··· Provided entries ···

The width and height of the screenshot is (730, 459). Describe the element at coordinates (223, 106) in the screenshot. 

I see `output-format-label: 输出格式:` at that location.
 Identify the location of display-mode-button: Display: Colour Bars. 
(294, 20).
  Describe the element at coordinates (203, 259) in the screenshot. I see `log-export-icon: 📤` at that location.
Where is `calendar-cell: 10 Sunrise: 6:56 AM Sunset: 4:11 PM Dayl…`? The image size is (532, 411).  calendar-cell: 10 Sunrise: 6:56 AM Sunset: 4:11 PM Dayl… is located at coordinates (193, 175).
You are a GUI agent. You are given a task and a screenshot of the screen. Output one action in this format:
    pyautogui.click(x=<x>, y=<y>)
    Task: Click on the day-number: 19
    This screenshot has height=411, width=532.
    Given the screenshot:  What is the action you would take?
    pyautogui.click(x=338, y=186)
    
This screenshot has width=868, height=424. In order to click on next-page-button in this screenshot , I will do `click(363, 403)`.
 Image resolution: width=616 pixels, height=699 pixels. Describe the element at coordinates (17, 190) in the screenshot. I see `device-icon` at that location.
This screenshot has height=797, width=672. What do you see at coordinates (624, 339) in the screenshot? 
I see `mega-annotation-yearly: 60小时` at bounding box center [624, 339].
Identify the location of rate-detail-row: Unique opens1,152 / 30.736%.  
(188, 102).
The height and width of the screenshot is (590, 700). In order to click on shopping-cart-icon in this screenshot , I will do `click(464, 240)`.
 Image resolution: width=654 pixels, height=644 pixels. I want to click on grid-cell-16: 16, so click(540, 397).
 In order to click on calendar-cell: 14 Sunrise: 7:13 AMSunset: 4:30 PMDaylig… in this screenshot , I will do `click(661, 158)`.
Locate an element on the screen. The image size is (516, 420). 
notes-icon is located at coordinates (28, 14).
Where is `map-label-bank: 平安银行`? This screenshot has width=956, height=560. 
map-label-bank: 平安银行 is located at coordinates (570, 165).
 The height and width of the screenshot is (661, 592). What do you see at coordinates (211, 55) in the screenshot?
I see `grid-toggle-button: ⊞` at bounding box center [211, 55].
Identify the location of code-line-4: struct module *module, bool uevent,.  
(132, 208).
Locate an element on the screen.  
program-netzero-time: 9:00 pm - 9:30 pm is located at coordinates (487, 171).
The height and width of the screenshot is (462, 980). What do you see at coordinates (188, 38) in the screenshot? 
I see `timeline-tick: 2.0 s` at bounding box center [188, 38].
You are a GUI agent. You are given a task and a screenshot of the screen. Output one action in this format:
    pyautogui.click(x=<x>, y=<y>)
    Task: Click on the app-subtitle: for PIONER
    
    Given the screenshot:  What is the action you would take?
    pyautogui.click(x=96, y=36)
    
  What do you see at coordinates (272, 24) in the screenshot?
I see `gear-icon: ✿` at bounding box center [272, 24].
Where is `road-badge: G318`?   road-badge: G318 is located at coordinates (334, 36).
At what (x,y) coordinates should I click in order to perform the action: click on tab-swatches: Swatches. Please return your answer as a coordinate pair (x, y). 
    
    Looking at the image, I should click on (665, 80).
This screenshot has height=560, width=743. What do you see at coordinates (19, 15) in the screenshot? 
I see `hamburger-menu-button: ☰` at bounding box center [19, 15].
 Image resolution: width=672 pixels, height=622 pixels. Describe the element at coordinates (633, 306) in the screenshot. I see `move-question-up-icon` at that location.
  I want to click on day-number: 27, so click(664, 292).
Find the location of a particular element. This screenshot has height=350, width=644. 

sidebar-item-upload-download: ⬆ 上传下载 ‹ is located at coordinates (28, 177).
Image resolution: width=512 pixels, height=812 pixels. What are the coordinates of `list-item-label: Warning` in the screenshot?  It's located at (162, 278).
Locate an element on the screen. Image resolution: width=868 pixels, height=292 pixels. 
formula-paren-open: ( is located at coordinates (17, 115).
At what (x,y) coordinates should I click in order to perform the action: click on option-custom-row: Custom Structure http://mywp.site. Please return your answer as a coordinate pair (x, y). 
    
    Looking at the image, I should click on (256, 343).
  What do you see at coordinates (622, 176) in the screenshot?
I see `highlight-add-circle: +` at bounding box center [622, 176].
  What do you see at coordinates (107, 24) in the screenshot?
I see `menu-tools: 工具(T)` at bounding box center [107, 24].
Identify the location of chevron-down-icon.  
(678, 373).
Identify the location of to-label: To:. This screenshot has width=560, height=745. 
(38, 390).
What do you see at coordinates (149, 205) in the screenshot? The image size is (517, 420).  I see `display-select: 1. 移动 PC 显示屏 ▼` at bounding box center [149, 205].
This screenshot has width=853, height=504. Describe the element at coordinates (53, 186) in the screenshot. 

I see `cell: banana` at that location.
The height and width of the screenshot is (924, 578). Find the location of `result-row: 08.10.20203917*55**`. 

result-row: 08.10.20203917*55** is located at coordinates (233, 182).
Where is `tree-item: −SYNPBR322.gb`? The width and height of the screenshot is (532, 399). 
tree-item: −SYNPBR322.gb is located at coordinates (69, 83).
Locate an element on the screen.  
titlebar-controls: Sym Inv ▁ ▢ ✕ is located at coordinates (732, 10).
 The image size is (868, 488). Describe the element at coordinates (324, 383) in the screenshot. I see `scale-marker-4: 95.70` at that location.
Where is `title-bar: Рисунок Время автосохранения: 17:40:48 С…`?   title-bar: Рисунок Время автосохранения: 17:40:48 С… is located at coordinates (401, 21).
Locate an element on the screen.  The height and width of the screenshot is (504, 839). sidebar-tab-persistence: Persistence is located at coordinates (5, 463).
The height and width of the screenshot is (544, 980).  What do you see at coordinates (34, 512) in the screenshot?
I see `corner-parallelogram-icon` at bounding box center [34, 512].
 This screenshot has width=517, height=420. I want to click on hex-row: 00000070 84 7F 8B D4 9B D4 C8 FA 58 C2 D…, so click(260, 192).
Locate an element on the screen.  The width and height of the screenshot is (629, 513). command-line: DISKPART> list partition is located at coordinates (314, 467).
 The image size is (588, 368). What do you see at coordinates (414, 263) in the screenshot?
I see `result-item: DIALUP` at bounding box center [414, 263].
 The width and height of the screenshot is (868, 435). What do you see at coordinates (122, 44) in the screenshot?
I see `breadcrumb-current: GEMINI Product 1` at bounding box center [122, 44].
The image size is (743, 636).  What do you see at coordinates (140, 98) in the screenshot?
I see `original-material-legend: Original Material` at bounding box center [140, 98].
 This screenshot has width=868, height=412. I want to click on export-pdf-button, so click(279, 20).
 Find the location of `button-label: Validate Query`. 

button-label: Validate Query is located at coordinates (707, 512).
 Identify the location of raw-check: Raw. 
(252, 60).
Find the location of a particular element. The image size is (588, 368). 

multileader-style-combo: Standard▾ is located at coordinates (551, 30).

···

## Task item
Reproduce every entry, word for word.

## Response to this task
The width and height of the screenshot is (730, 459). Describe the element at coordinates (223, 106) in the screenshot. 

I see `output-format-label: 输出格式:` at that location.
 Identify the location of display-mode-button: Display: Colour Bars. 
(294, 20).
  Describe the element at coordinates (203, 259) in the screenshot. I see `log-export-icon: 📤` at that location.
Where is `calendar-cell: 10 Sunrise: 6:56 AM Sunset: 4:11 PM Dayl…`? The image size is (532, 411).  calendar-cell: 10 Sunrise: 6:56 AM Sunset: 4:11 PM Dayl… is located at coordinates (193, 175).
You are a GUI agent. You are given a task and a screenshot of the screen. Output one action in this format:
    pyautogui.click(x=<x>, y=<y>)
    Task: Click on the day-number: 19
    This screenshot has height=411, width=532.
    Given the screenshot:  What is the action you would take?
    pyautogui.click(x=338, y=186)
    
This screenshot has width=868, height=424. In order to click on next-page-button in this screenshot , I will do `click(363, 403)`.
 Image resolution: width=616 pixels, height=699 pixels. Describe the element at coordinates (17, 190) in the screenshot. I see `device-icon` at that location.
This screenshot has height=797, width=672. What do you see at coordinates (624, 339) in the screenshot? 
I see `mega-annotation-yearly: 60小时` at bounding box center [624, 339].
Identify the location of rate-detail-row: Unique opens1,152 / 30.736%.  
(188, 102).
The height and width of the screenshot is (590, 700). In order to click on shopping-cart-icon in this screenshot , I will do `click(464, 240)`.
 Image resolution: width=654 pixels, height=644 pixels. I want to click on grid-cell-16: 16, so click(540, 397).
 In order to click on calendar-cell: 14 Sunrise: 7:13 AMSunset: 4:30 PMDaylig… in this screenshot , I will do `click(661, 158)`.
Locate an element on the screen. The image size is (516, 420). 
notes-icon is located at coordinates (28, 14).
Where is `map-label-bank: 平安银行`? This screenshot has width=956, height=560. 
map-label-bank: 平安银行 is located at coordinates (570, 165).
 The height and width of the screenshot is (661, 592). What do you see at coordinates (211, 55) in the screenshot?
I see `grid-toggle-button: ⊞` at bounding box center [211, 55].
Identify the location of code-line-4: struct module *module, bool uevent,.  
(132, 208).
Locate an element on the screen.  
program-netzero-time: 9:00 pm - 9:30 pm is located at coordinates (487, 171).
The height and width of the screenshot is (462, 980). What do you see at coordinates (188, 38) in the screenshot? 
I see `timeline-tick: 2.0 s` at bounding box center [188, 38].
You are a GUI agent. You are given a task and a screenshot of the screen. Output one action in this format:
    pyautogui.click(x=<x>, y=<y>)
    Task: Click on the app-subtitle: for PIONER
    
    Given the screenshot:  What is the action you would take?
    pyautogui.click(x=96, y=36)
    
  What do you see at coordinates (272, 24) in the screenshot?
I see `gear-icon: ✿` at bounding box center [272, 24].
Where is `road-badge: G318`?   road-badge: G318 is located at coordinates (334, 36).
At what (x,y) coordinates should I click in order to perform the action: click on tab-swatches: Swatches. Please return your answer as a coordinate pair (x, y). 
    
    Looking at the image, I should click on (665, 80).
This screenshot has height=560, width=743. What do you see at coordinates (19, 15) in the screenshot? 
I see `hamburger-menu-button: ☰` at bounding box center [19, 15].
 Image resolution: width=672 pixels, height=622 pixels. Describe the element at coordinates (633, 306) in the screenshot. I see `move-question-up-icon` at that location.
  I want to click on day-number: 27, so click(664, 292).
Find the location of a particular element. This screenshot has height=350, width=644. 

sidebar-item-upload-download: ⬆ 上传下载 ‹ is located at coordinates (28, 177).
Image resolution: width=512 pixels, height=812 pixels. What are the coordinates of `list-item-label: Warning` in the screenshot?  It's located at (162, 278).
Locate an element on the screen. Image resolution: width=868 pixels, height=292 pixels. 
formula-paren-open: ( is located at coordinates (17, 115).
At what (x,y) coordinates should I click in order to perform the action: click on option-custom-row: Custom Structure http://mywp.site. Please return your answer as a coordinate pair (x, y). 
    
    Looking at the image, I should click on (256, 343).
  What do you see at coordinates (622, 176) in the screenshot?
I see `highlight-add-circle: +` at bounding box center [622, 176].
  What do you see at coordinates (107, 24) in the screenshot?
I see `menu-tools: 工具(T)` at bounding box center [107, 24].
Identify the location of chevron-down-icon.  
(678, 373).
Identify the location of to-label: To:. This screenshot has width=560, height=745. 
(38, 390).
What do you see at coordinates (149, 205) in the screenshot? The image size is (517, 420).  I see `display-select: 1. 移动 PC 显示屏 ▼` at bounding box center [149, 205].
This screenshot has width=853, height=504. Describe the element at coordinates (53, 186) in the screenshot. 

I see `cell: banana` at that location.
The height and width of the screenshot is (924, 578). Find the location of `result-row: 08.10.20203917*55**`. 

result-row: 08.10.20203917*55** is located at coordinates (233, 182).
Where is `tree-item: −SYNPBR322.gb`? The width and height of the screenshot is (532, 399). 
tree-item: −SYNPBR322.gb is located at coordinates (69, 83).
Locate an element on the screen.  
titlebar-controls: Sym Inv ▁ ▢ ✕ is located at coordinates (732, 10).
 The image size is (868, 488). Describe the element at coordinates (324, 383) in the screenshot. I see `scale-marker-4: 95.70` at that location.
Where is `title-bar: Рисунок Время автосохранения: 17:40:48 С…`?   title-bar: Рисунок Время автосохранения: 17:40:48 С… is located at coordinates (401, 21).
Locate an element on the screen.  The height and width of the screenshot is (504, 839). sidebar-tab-persistence: Persistence is located at coordinates (5, 463).
The height and width of the screenshot is (544, 980).  What do you see at coordinates (34, 512) in the screenshot?
I see `corner-parallelogram-icon` at bounding box center [34, 512].
 This screenshot has width=517, height=420. I want to click on hex-row: 00000070 84 7F 8B D4 9B D4 C8 FA 58 C2 D…, so click(260, 192).
Locate an element on the screen.  The width and height of the screenshot is (629, 513). command-line: DISKPART> list partition is located at coordinates (314, 467).
 The image size is (588, 368). What do you see at coordinates (414, 263) in the screenshot?
I see `result-item: DIALUP` at bounding box center [414, 263].
 The width and height of the screenshot is (868, 435). What do you see at coordinates (122, 44) in the screenshot?
I see `breadcrumb-current: GEMINI Product 1` at bounding box center [122, 44].
The image size is (743, 636).  What do you see at coordinates (140, 98) in the screenshot?
I see `original-material-legend: Original Material` at bounding box center [140, 98].
 This screenshot has width=868, height=412. I want to click on export-pdf-button, so click(279, 20).
 Find the location of `button-label: Validate Query`. 

button-label: Validate Query is located at coordinates (707, 512).
 Identify the location of raw-check: Raw. 
(252, 60).
Find the location of a particular element. The image size is (588, 368). 

multileader-style-combo: Standard▾ is located at coordinates (551, 30).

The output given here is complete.